Here and there the hostility becomes explicit. Many of those receiving social grants live in rural areas, the same constituencies keeping the ANC in power, and I have read angry posts by people asking why they should keep subsidising voters who insist on shooting themselves in the foot by rubber-stamping the thieves back into power every five years.

When you are stressed and anxious, and believe that you are slipping backwards in the rat race, this is a seductive anger. It tells us that we are victims, and once we believe this it is very difficult to imagine that other victims have it worse than us.

It whispers to us that compassion is a luxury we can't afford, because we can't afford anything any more. It makes it impossible to understand that a poor rural South African, who was saved from apartheid by the ANC, and who is kept alive by money sent by the ANC government, would have to be certifiably insane to vote for any party other than the ANC.

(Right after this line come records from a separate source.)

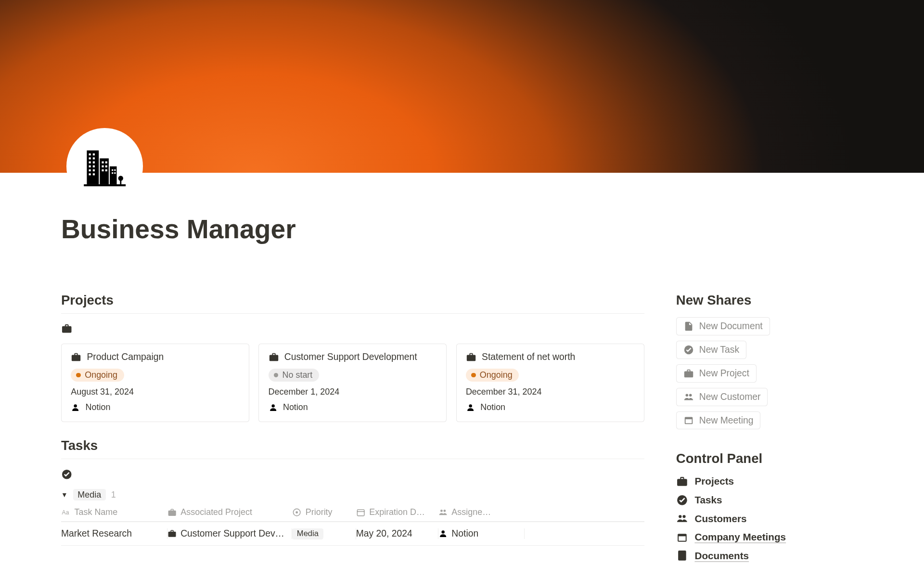  I want to click on tasks-view-tab, so click(353, 474).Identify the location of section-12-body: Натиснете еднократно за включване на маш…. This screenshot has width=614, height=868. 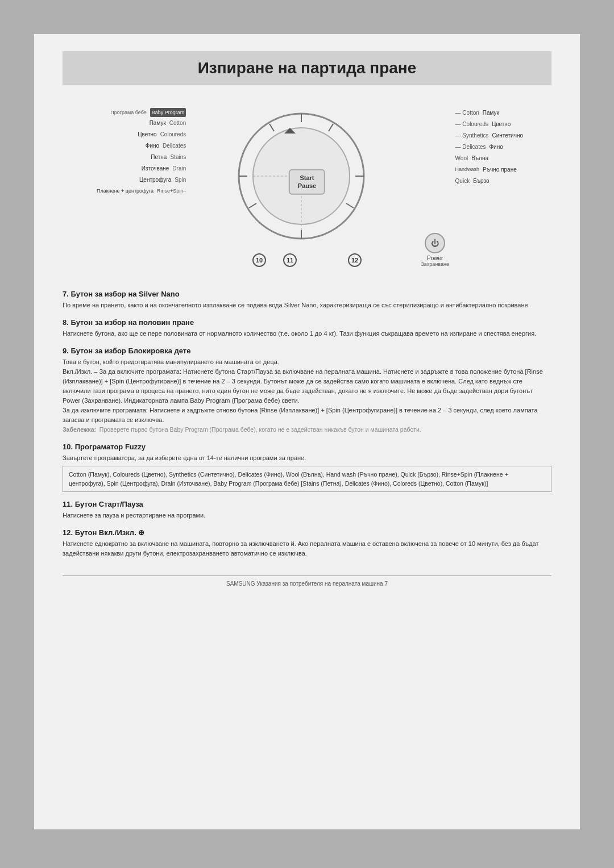
(307, 549).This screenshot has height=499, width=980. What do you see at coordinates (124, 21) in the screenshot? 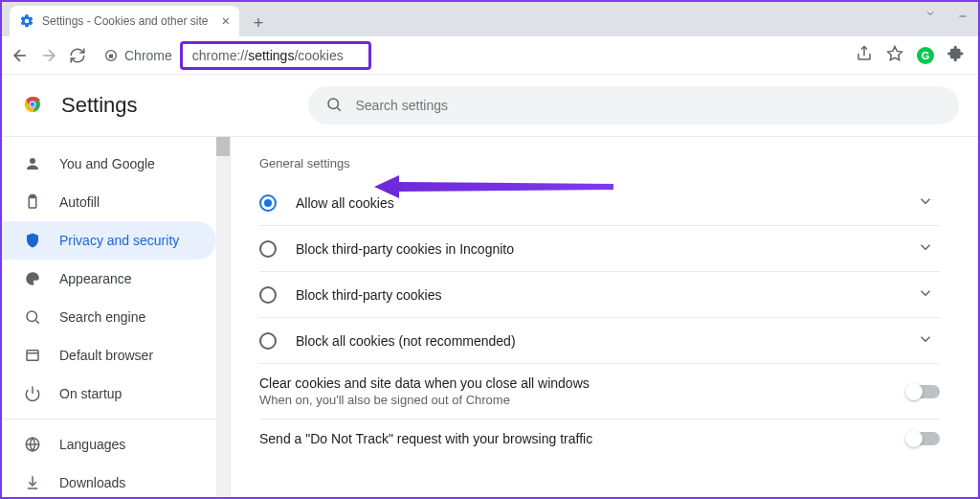
I see `browser-tab: Settings - Cookies and other site ×` at bounding box center [124, 21].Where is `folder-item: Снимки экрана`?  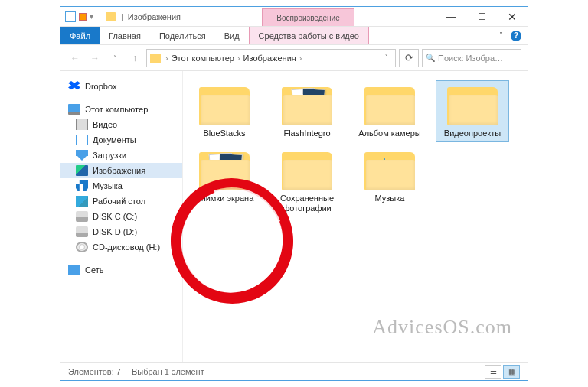 folder-item: Снимки экрана is located at coordinates (224, 181).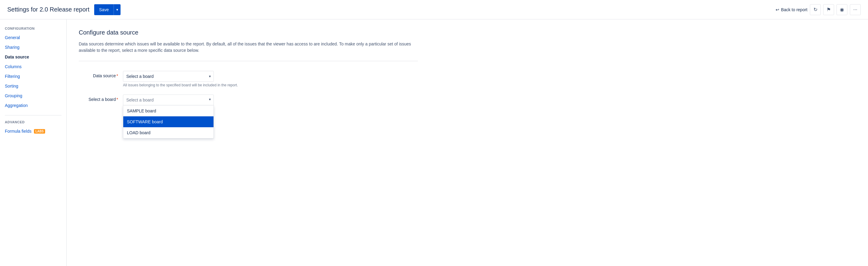 The image size is (868, 266). I want to click on header-right: ↩ Back to report ↻ ⚑ ◉ ···, so click(818, 10).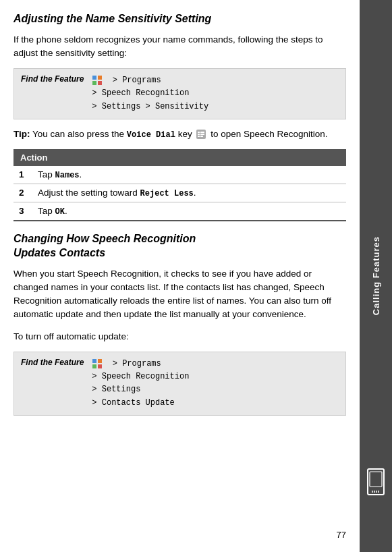 The image size is (392, 552). I want to click on row1-action: Tap Names., so click(189, 175).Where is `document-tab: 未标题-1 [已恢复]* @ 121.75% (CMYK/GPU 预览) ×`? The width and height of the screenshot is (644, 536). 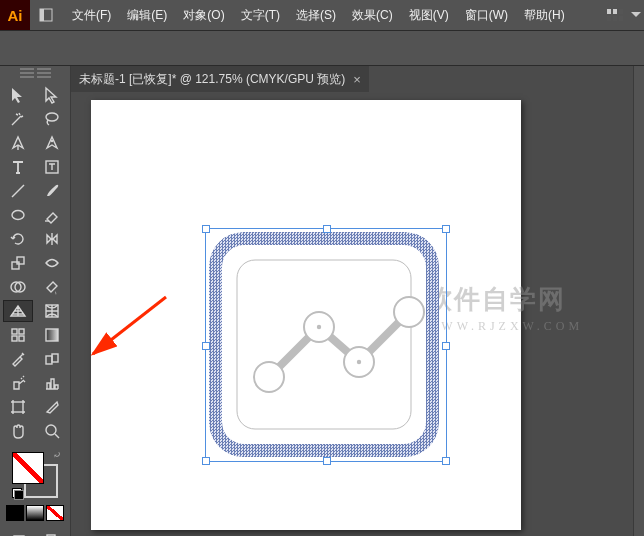 document-tab: 未标题-1 [已恢复]* @ 121.75% (CMYK/GPU 预览) × is located at coordinates (220, 79).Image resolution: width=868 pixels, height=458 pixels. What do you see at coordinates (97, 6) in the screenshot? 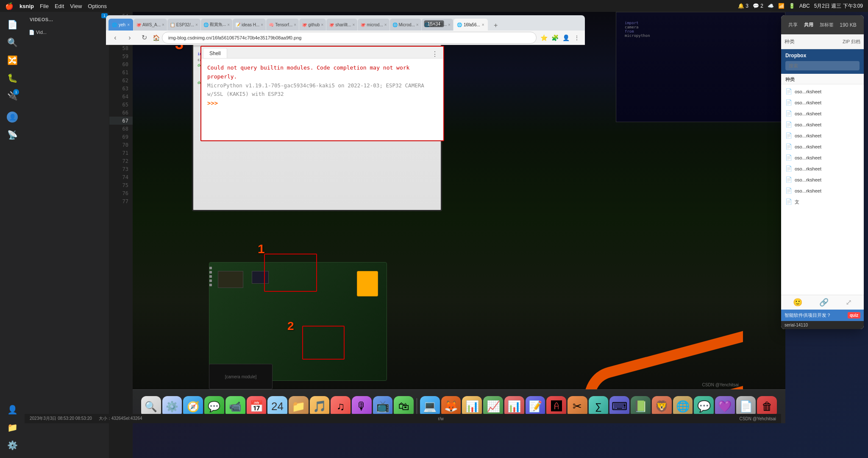
I see `menu-options: Options` at bounding box center [97, 6].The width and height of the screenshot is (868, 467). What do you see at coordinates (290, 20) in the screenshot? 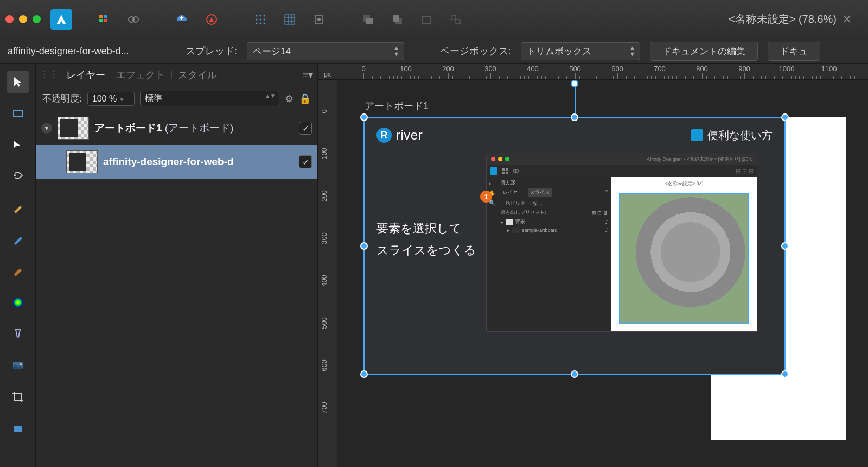
I see `grid-dense-icon` at bounding box center [290, 20].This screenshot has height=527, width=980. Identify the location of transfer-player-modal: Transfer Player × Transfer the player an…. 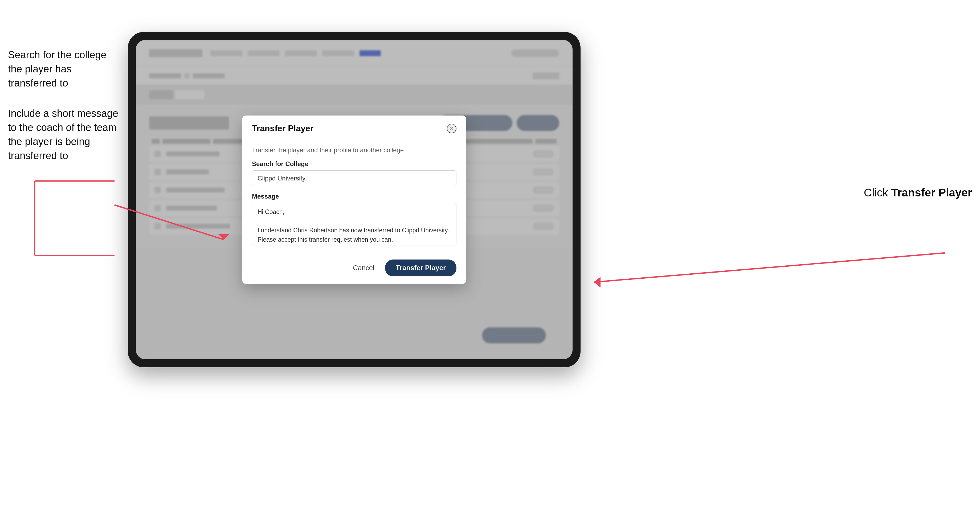
(354, 200).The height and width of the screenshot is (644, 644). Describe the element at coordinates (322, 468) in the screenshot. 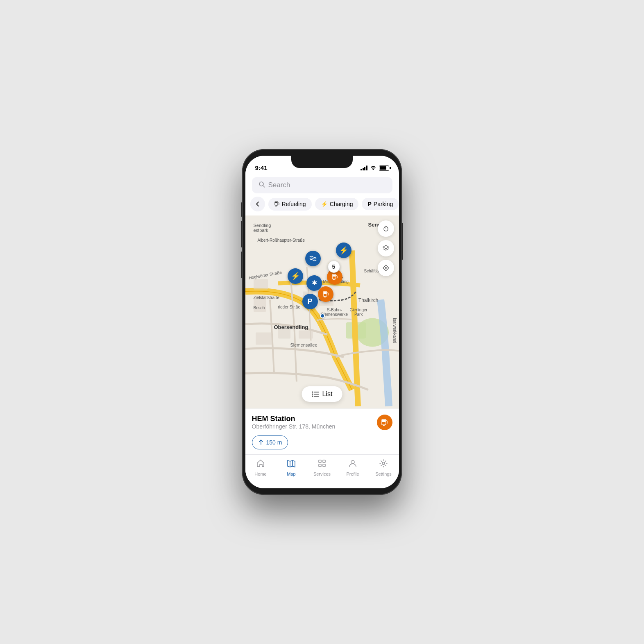

I see `tab-services: Services` at that location.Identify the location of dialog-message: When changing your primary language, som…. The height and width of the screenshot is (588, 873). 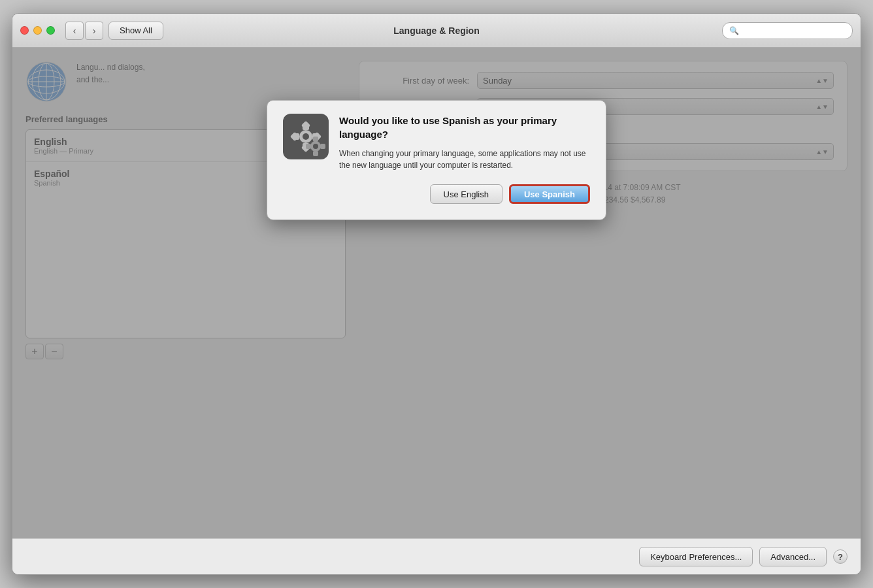
(465, 159).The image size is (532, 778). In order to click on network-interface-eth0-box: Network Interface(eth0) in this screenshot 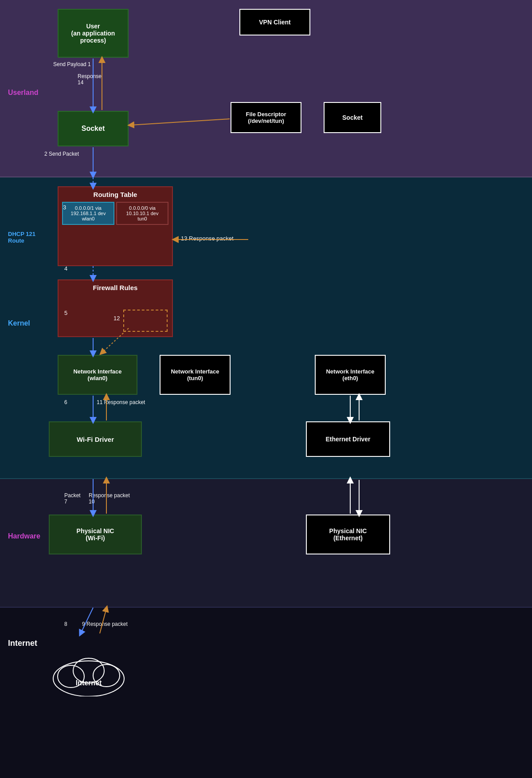, I will do `click(350, 375)`.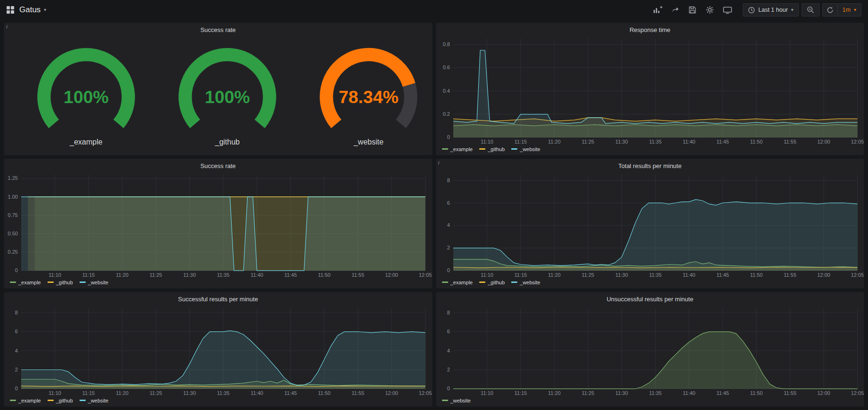 Image resolution: width=868 pixels, height=410 pixels. I want to click on apps-grid-icon, so click(10, 10).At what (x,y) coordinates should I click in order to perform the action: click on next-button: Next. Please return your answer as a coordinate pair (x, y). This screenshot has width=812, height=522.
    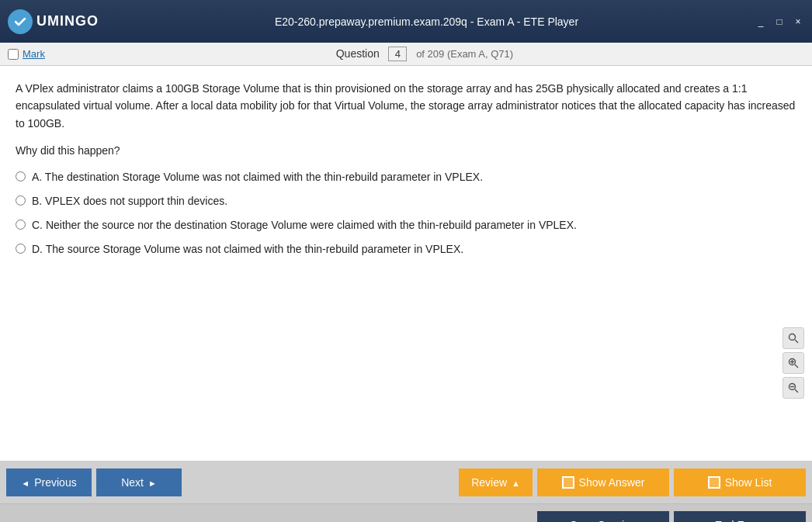
    Looking at the image, I should click on (139, 482).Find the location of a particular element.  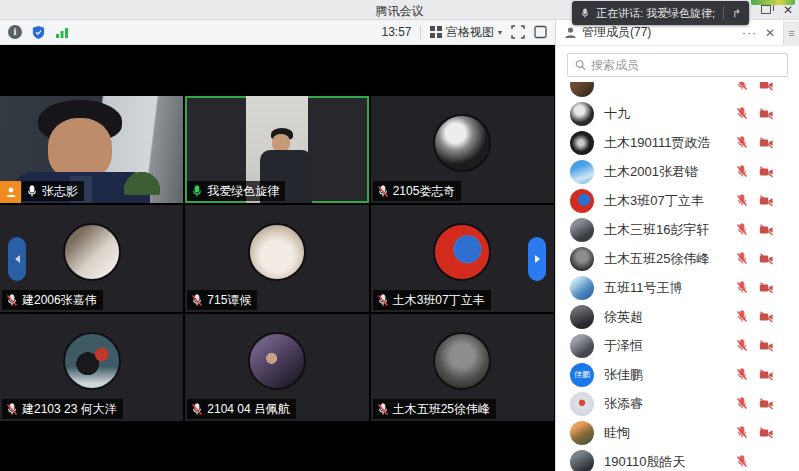

video-tile: 张志影 is located at coordinates (92, 150).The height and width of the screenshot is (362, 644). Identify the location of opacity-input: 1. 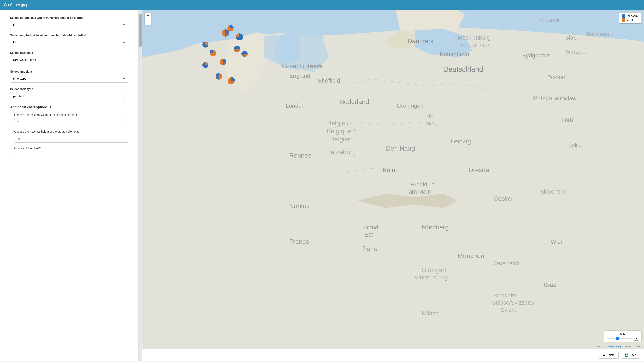
(71, 155).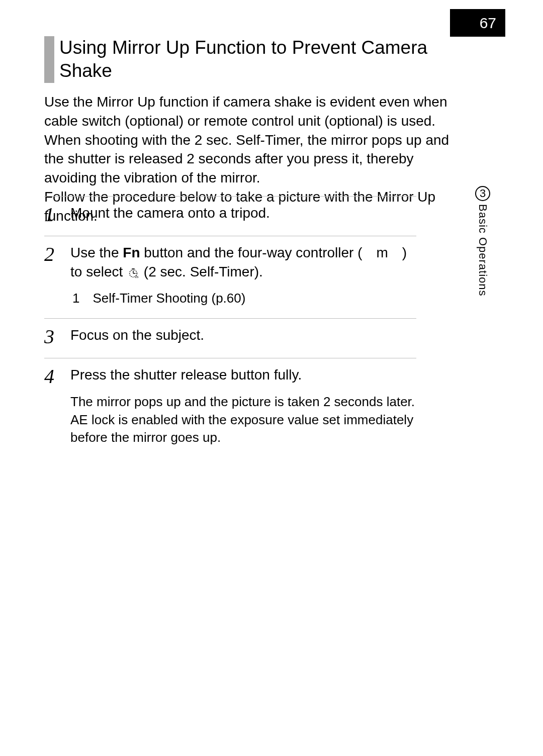 This screenshot has height=756, width=543. Describe the element at coordinates (483, 194) in the screenshot. I see `chapter-number-badge: 3` at that location. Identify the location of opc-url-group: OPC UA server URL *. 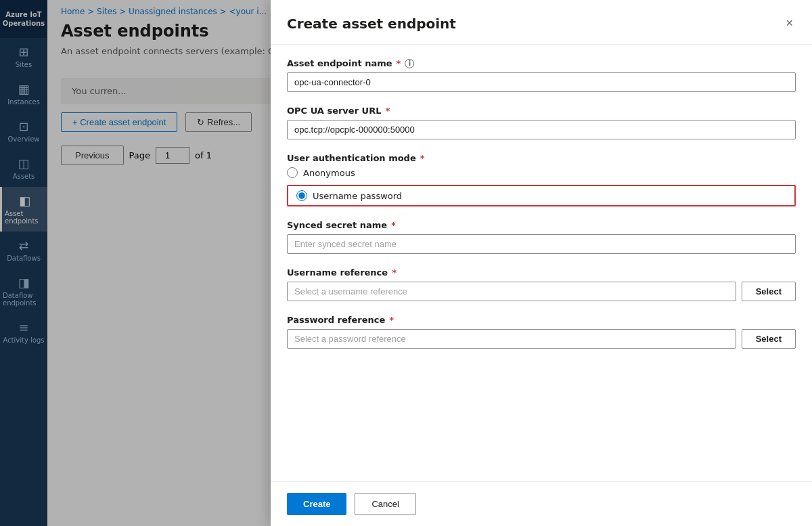
(541, 123).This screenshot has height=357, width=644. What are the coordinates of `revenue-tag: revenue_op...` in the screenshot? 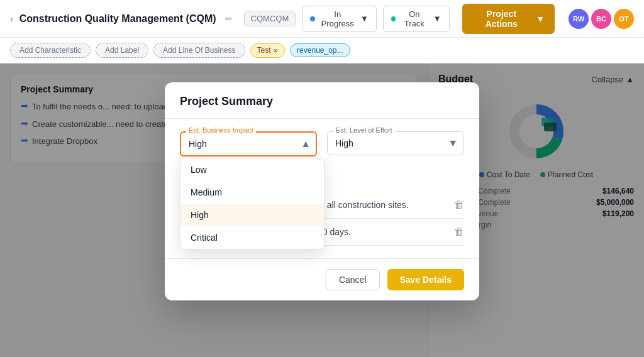 It's located at (319, 50).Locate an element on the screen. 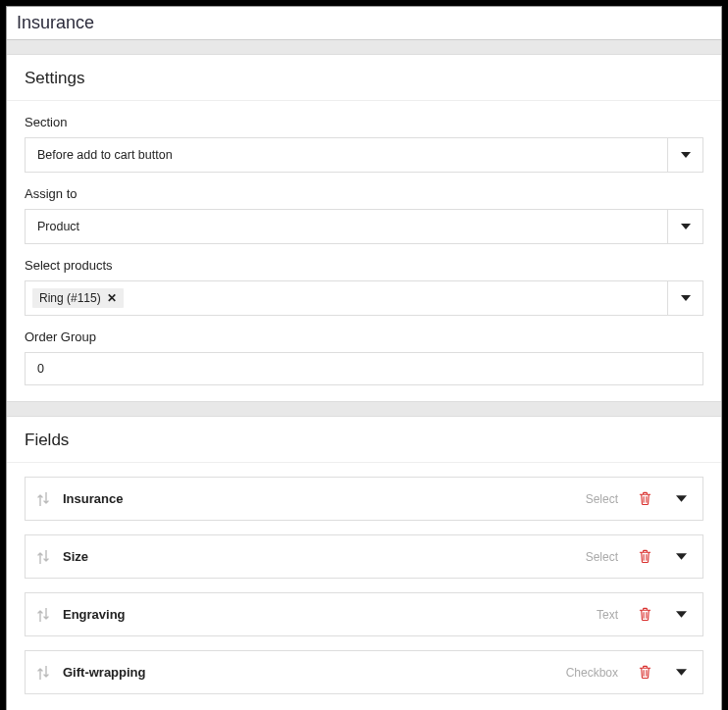 Image resolution: width=728 pixels, height=710 pixels. products-label: Select products is located at coordinates (364, 265).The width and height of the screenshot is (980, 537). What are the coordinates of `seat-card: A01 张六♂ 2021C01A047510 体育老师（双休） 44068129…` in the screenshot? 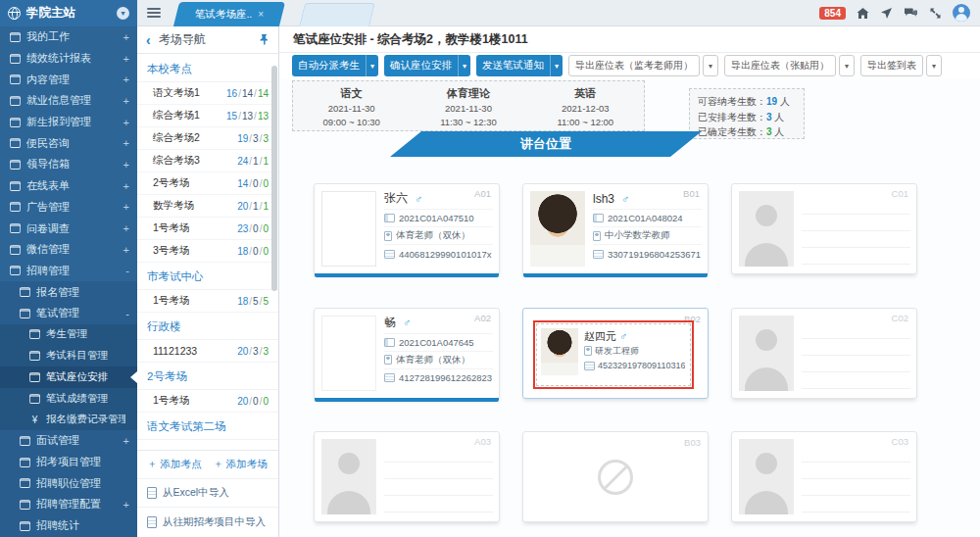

It is soothing, this anger, because it is a short release from the fear and grief of living in a crumbling country; but once it takes hold, it ferments and festers into a damp, bitter mould that eats away at us until compassion is impossible and nobody can remember the fundamentally sensible premise of civilised nations: that those who have more must help those with less.

It is a crisis that so few South Africans pay income tax, but it is dangerous to point a finger at those who "don't". Rather, let us point to a government intent on national suicide, refusing to fix a broken education system, refusing to supply business and industry with young minds and ambition. Blame the people who have prevented millions of South Africans from earning enough to pay income tax. Because trust me, they want to pay. And they want to pay plenty.